In her next letter she asked him to name the day. Shouldn’t they be planning the wedding? Rachele kept reminding her that there were masses of things to do: they had to book the church, plan the wedding breakfast, make lists of guests, send out invitations. But first they needed
to know the date. It would take months to set everything up here in Milan.
‘I’ll let you know soon,’ he wrote back. ‘I promise. I can’t be certain yet when I shall get back from here.’ He filled up the rest of the page with drawings of a beach – girls in bikinis, men with huge chests, children digging in sand. Funny, lively, charming.

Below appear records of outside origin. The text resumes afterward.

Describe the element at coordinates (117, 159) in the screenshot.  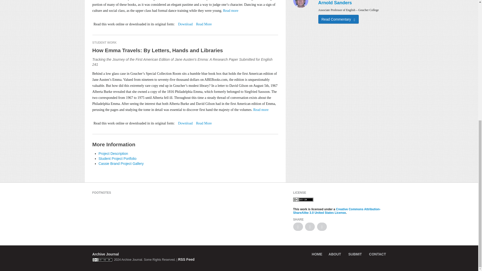
I see `Student Project Portfolio` at that location.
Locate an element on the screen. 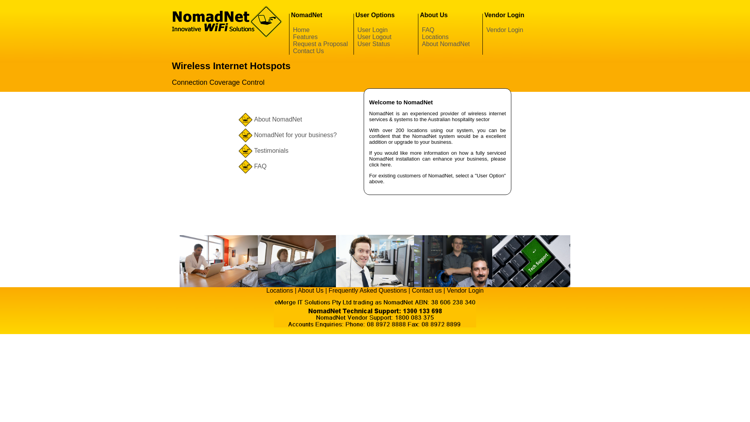 The width and height of the screenshot is (750, 422). Click ro see the web pages of NT Technology is located at coordinates (375, 325).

Vittoria didn’t know whether to laugh or cry.
That winter Carlo and Rachele were driving home from the opera when their car skidded on ice and crashed. Rachele was killed outright. Carlo had head injuries and a broken shoulder.
Domenico flew home the day before Rachele’s funeral and held Vittoria while she sobbed into his shirt. She was relieved he had come, inexpressibly glad to see him, yet she had, too, a strong sense of foreboding. Her instincts kept telling her that something was wrong, but she didn’t know what it was.
‘How’s Carlo?’ he asked, lightly kissing her hair.